Mitt’s support: deeper than you think

By MICHAEL BARONE

To win just under 40 percent of the vote in a primary of six candidates is pretty impressive, even for a candidate like Mitt Romney, who started off with significant advantages in New Hampshire.

Yes, he is well-known there because he was governor of next-door Massachusetts, had run before and owns a house on Lake Winnipesaukee. But the exit poll indicates Romney held his own among independents, Tea Party supporters and late deciders.

He didn’t lose ground in the heat of the campaign, despite his ragged performance in Sunday’s debate and his Monday statement (instantly regretted if I read the videotape right) that “I like being able to fire people who provide services to me.”

Romney easily exceeded the 25 percent ceiling that many critics perceived, and he’s running at least a bit above that in polls in the next primary states, South Carolina and Florida.

Reporters covering New Hampshire had a hard time getting a feel for why people supported Romney. Polling indicated that his voters were more firm in their support than backers for other candidates. But while Romney had no trouble filling the venues of his relatively few late campaign events, you didn’t encounter many Romney fans at other candidates’ events.

What you did encounter was many voters who said they were undecided and, in the last week, many who said they’d narrowed their choice down to Jon Huntsman and Rick Santorum.

My sense is that these were tactical voters, waiting to see which candidate had momentum and gauging their mettle at campaign appearances. In relatively secular New Hampshire, they clearly broke more for Huntsman, who lived in the state and held more events there than anyone else, than for Santorum, who delighted in taking hostile questions on such issues as same-sex marriage, or Newt Gingrich, who alternated between events on such issues as brain science and attacks on Romney’s business career.

The exit poll makes it clear that Romney has connected with many self-described conservative and Tea Party Republicans. His standard speech includes encomiums of the Founding Fathers and quotations from the Declaration of Independence.

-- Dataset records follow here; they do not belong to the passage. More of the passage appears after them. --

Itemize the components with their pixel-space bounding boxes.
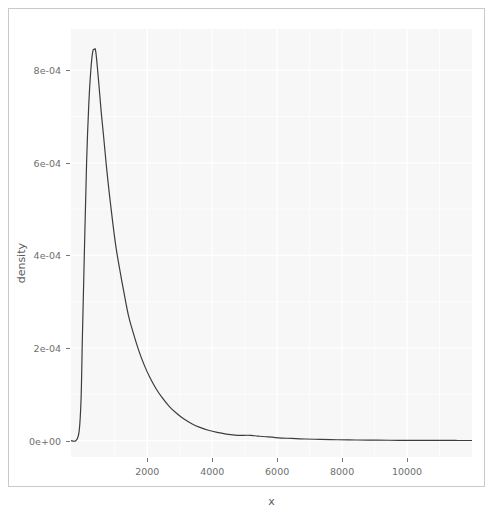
x-tick-label: 8000 [330,466,354,477]
x-tick-label: 4000 [200,466,224,477]
x-tick-mark [277,458,278,462]
x-tick-mark [147,458,148,462]
x-tick-mark [212,458,213,462]
y-tick-mark [66,348,70,349]
x-tick-label: 2000 [135,466,159,477]
x-tick-mark [407,458,408,462]
plot-frame: 0e+002e-044e-046e-048e-04 20004000600080… [8,8,485,487]
y-tick-mark [66,70,70,71]
plot-panel [71,29,472,457]
y-tick-label: 2e-04 [17,342,61,353]
x-tick-mark [342,458,343,462]
y-tick-mark [66,163,70,164]
y-tick-mark [66,255,70,256]
y-tick-label: 8e-04 [17,65,61,76]
x-tick-label: 10000 [392,466,422,477]
density-plot-figure: 0e+002e-044e-046e-048e-04 20004000600080… [0,0,493,512]
x-tick-label: 6000 [265,466,289,477]
y-tick-mark [66,441,70,442]
density-curve [71,29,472,457]
x-axis-title: x [71,495,472,508]
y-tick-label: 6e-04 [17,157,61,168]
density-line [71,49,472,442]
y-axis-title: density [15,243,28,283]
y-tick-label: 0e+00 [17,435,61,446]
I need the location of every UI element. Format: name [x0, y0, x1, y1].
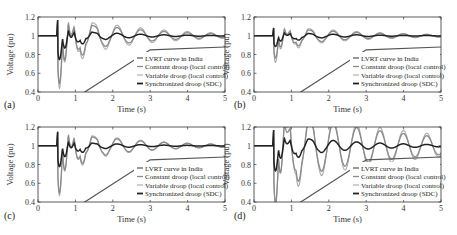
legend-item-label: Synchronized droop (SDC) [145, 80, 222, 88]
y-tick-label: 0.8 [25, 51, 35, 60]
x-axis-label: Time (s) [117, 214, 146, 224]
x-tick-label: 5 [223, 94, 227, 103]
y-tick-label: 0.6 [25, 69, 35, 78]
x-tick-label: 3 [364, 204, 368, 213]
legend-item-label: Constant droop (local control) [145, 63, 230, 71]
legend-item-label: LVRT curve in India [361, 55, 420, 63]
x-tick-label: 3 [148, 94, 152, 103]
y-tick-label: 1.2 [25, 123, 35, 132]
legend-item-label: Synchronized droop (SDC) [145, 190, 222, 198]
y-tick-label: 0.4 [241, 198, 251, 207]
x-tick-label: 2 [327, 204, 331, 213]
x-tick-label: 4 [186, 94, 190, 103]
legend-item-label: Variable droop (local control) [361, 72, 445, 80]
x-tick-label: 1 [73, 204, 77, 213]
x-tick-label: 1 [73, 94, 77, 103]
y-axis-label: Voltage (pu) [5, 143, 15, 185]
y-tick-label: 0.8 [241, 51, 251, 60]
x-axis-label: Time (s) [333, 214, 362, 224]
y-tick-label: 1 [31, 142, 35, 151]
x-tick-label: 2 [111, 94, 115, 103]
x-tick-label: 5 [223, 204, 227, 213]
x-tick-label: 4 [402, 94, 406, 103]
x-tick-label: 0 [36, 204, 40, 213]
y-axis-label: Voltage (pu) [221, 143, 231, 185]
x-tick-label: 0 [36, 94, 40, 103]
x-axis-label: Time (s) [117, 104, 146, 114]
legend-item-label: Constant droop (local control) [361, 63, 446, 71]
legend-item-label: Constant droop (local control) [145, 173, 230, 181]
y-tick-label: 1 [31, 32, 35, 41]
x-tick-label: 3 [364, 94, 368, 103]
panel-label: (d) [234, 210, 246, 222]
legend-item-label: LVRT curve in India [145, 165, 204, 173]
legend: LVRT curve in IndiaConstant droop (local… [134, 162, 230, 200]
x-tick-label: 0 [252, 204, 256, 213]
panel-label: (c) [4, 210, 15, 222]
x-tick-label: 2 [327, 94, 331, 103]
x-tick-label: 1 [289, 94, 293, 103]
legend-item-label: Variable droop (local control) [361, 182, 445, 190]
legend-item-label: LVRT curve in India [361, 165, 420, 173]
x-tick-label: 5 [439, 94, 443, 103]
panel-label: (b) [234, 99, 246, 111]
x-tick-label: 5 [439, 204, 443, 213]
chart-panel-d: 0123450.40.60.811.2Time (s)Voltage (pu)(… [221, 116, 446, 235]
y-tick-label: 0.6 [25, 179, 35, 188]
x-tick-label: 2 [111, 204, 115, 213]
legend: LVRT curve in IndiaConstant droop (local… [350, 52, 446, 90]
y-tick-label: 1.2 [241, 13, 251, 22]
chart-panel-a: 0123450.40.60.811.2Time (s)Voltage (pu)(… [4, 13, 230, 130]
y-tick-label: 1.2 [241, 123, 251, 132]
legend-item-label: Constant droop (local control) [361, 173, 446, 181]
y-tick-label: 0.4 [25, 88, 35, 97]
y-tick-label: 0.6 [241, 179, 251, 188]
legend-item-label: Variable droop (local control) [145, 182, 229, 190]
y-tick-label: 0.6 [241, 69, 251, 78]
y-axis-label: Voltage (pu) [221, 33, 231, 75]
y-tick-label: 0.8 [25, 161, 35, 170]
x-tick-label: 3 [148, 204, 152, 213]
chart-panel-c: 0123450.40.60.811.2Time (s)Voltage (pu)(… [4, 123, 230, 235]
panel-label: (a) [4, 99, 15, 111]
x-axis-label: Time (s) [333, 104, 362, 114]
legend-item-label: Synchronized droop (SDC) [361, 80, 438, 88]
y-tick-label: 1 [247, 142, 251, 151]
legend-item-label: Synchronized droop (SDC) [361, 190, 438, 198]
chart-panel-b: 0123450.40.60.811.2Time (s)Voltage (pu)(… [221, 13, 446, 130]
y-tick-label: 0.4 [25, 198, 35, 207]
figure: 0123450.40.60.811.2Time (s)Voltage (pu)(… [0, 0, 457, 235]
y-tick-label: 0.8 [241, 161, 251, 170]
y-tick-label: 0.4 [241, 88, 251, 97]
y-axis-label: Voltage (pu) [5, 33, 15, 75]
legend-item-label: Variable droop (local control) [145, 72, 229, 80]
legend: LVRT curve in IndiaConstant droop (local… [350, 162, 446, 200]
legend-item-label: LVRT curve in India [145, 55, 204, 63]
x-tick-label: 1 [289, 204, 293, 213]
x-tick-label: 4 [186, 204, 190, 213]
y-tick-label: 1.2 [25, 13, 35, 22]
legend: LVRT curve in IndiaConstant droop (local… [134, 52, 230, 90]
y-tick-label: 1 [247, 32, 251, 41]
x-tick-label: 4 [402, 204, 406, 213]
x-tick-label: 0 [252, 94, 256, 103]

As best-seller lists testify, Americans in recent years have a growing interest in the Founders, and one Tea Party movement achievement is that voters are measuring candidates’ policies against the Founders’ principles.

All six candidates have obtained tickets to South Carolina, some first class and some wangled with the political equivalent of frequent-flier miles. Rick Perry flew into New Hampshire for the two debates at which he pitched his appeal to South Carolinians and then flew right back south.

Santorum got his ticket from his tied-for-first finish in Iowa. Gingrich, suspiciously specific about the contents of his supposedly independent super-PAC’s 27-minute anti-Romney film, also is headed down there.

Huntsman did well enough in New Hampshire to get the chance to make his case in South Carolina. Ron Paul, who finished second, was going to keep on keeping on no matter what.

South Carolina Republicans have a tradition of backing winners, going back to Strom Thurmond’s backing of Richard Nixon over Ronald Reagan at the 1968 national convention. In 1988, Thurmond protegé Lee Atwater engineered South Carolina’s early primary to help his candidate, George H.W. Bush.

Ever since, the state, which voted from 88 percent to 99 percent Democratic in Franklin Roosevelt’s days, has clinched the GOP nomination — and not for the candidates deemed most conservative: Bush in 1988 and 1992, Bob Dole in 1996, George W. Bush in 2000 and John McCain in 2008.

Romney’s flight path to the nomination seems clear. But he’s going to have competition, which is good for him and for the Republican Party, and victory is not assured. He still must earn it.